3 Easter parades to roll in French Quarter Sunday
Fringes of the festival
Once you buy a panel pass for the TWLF, I understand that you might then feel compelled to squeeze every dime from it, running from one room to the next, checking off workshops, circling possibilities, slowly scanning the merchandise table in a spare moment, sure that the right gift for your literary friends is here. I have been guilty of that. 75 bucks doesn’t come that easily to me and so often I equate value with quantity, like so many Americans. I do, after all , shop at the dollar store.
Luckily, with age comes experience (let’s not talk about the bad eyesight and odd aches- what DID I do to my arm?) and so I have grown more aware of my choices, at least those that are available with a panel pass.
I could sit in the uncomfortable chairs of a ballroom or a museum through the post-breakfast to cocktail hours, hoping that the gentleman behind me would realize that his throat clearing is not discreet at all, but incredibly well-timed to cover the bon mots that most likely were what the rest of the audience was chuckling over when my ambient hearing returned. I could do that and have.
Or, I could pack up when I feel the energy lagging at the 12:10 mark and head for a fortifying gumbo lunch at the most appropriately named restaurant for a Tennessee festival goer (I believe in you. you CAN decipher this) followed by a cheap cocktail from the oddly agreeably afternoon haunt of the Chart Room, ultimately heading to Crescent City Books for an afternoon of lessons.
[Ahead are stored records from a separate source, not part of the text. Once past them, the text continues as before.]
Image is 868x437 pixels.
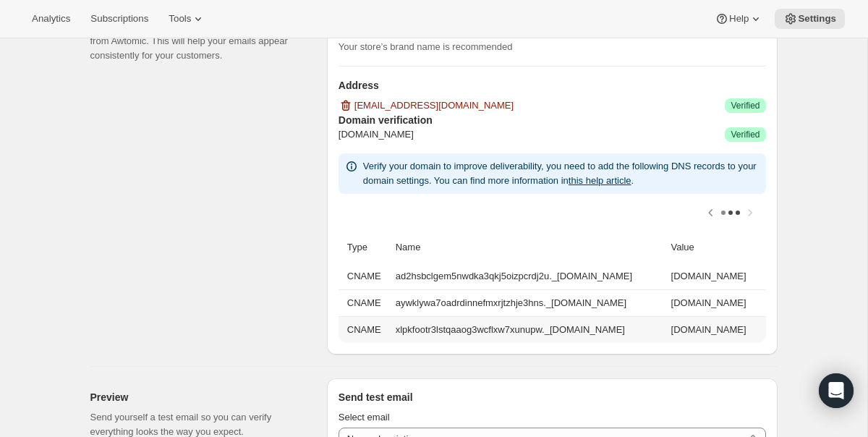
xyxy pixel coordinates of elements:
[667,232,766,263] th: Value
[701,203,722,223] button: Scroll table left one column
[339,412,390,423] span: Select email
[774,9,845,29] button: Settings
[363,159,760,188] p: Verify your domain to improve deliverability, you need to add the following DNS records to your d...
[168,13,191,25] span: Tools
[729,13,749,25] span: Help
[391,290,667,316] td: aywklywa7oadrdinnefmxrjtzhje3hns._[DOMAIN_NAME]
[330,95,523,118] button: [EMAIL_ADDRESS][DOMAIN_NAME]
[90,390,304,405] h2: Preview
[819,374,854,408] div: Open Intercom Messenger
[339,78,766,93] h3: Address
[706,9,772,29] button: Help
[82,9,157,29] button: Subscriptions
[339,113,766,128] h3: Domain verification
[90,13,148,25] span: Subscriptions
[798,13,837,25] span: Settings
[23,9,79,29] button: Analytics
[339,316,391,343] th: CNAME
[731,100,760,112] span: Verified
[339,390,766,405] h3: Send test email
[339,290,391,316] th: CNAME
[160,9,214,29] button: Tools
[391,316,667,343] td: xlpkfootr3lstqaaog3wcflxw7xunupw._[DOMAIN_NAME]
[391,232,667,263] th: Name
[339,128,414,142] span: [DOMAIN_NAME]
[31,13,70,25] span: Analytics
[339,41,513,52] span: Your store’s brand name is recommended
[667,263,766,290] td: [DOMAIN_NAME]
[339,263,391,290] th: CNAME
[339,232,391,263] th: Type
[355,99,514,113] span: [EMAIL_ADDRESS][DOMAIN_NAME]
[667,290,766,316] td: [DOMAIN_NAME]
[391,263,667,290] td: ad2hsbclgem5nwdka3qkj5oizpcrdj2u._[DOMAIN_NAME]
[568,175,631,186] a: this help article
[731,129,760,141] span: Verified
[667,316,766,343] td: [DOMAIN_NAME]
Once there, you meet Isabel, their traumatized but healing cat and talk of books and John Boutte with local author and bookseller Michael Z.
You head upstairs and immediately find a book that has no reason to be prominently displayed (this visit it was “Farmers Last Frontier: Agriculture 1860-1897, which is an astounding find this month), sit with your discreet, illicit cocktail and thumb through it while viewing books and book lovers, pausing to think of calliopes on steamboats and why people honk their horns so often and how creaking stairs can be both frightening and comforting.
And salute Tennessee and his devotees who bring you to the Quarter this fine day.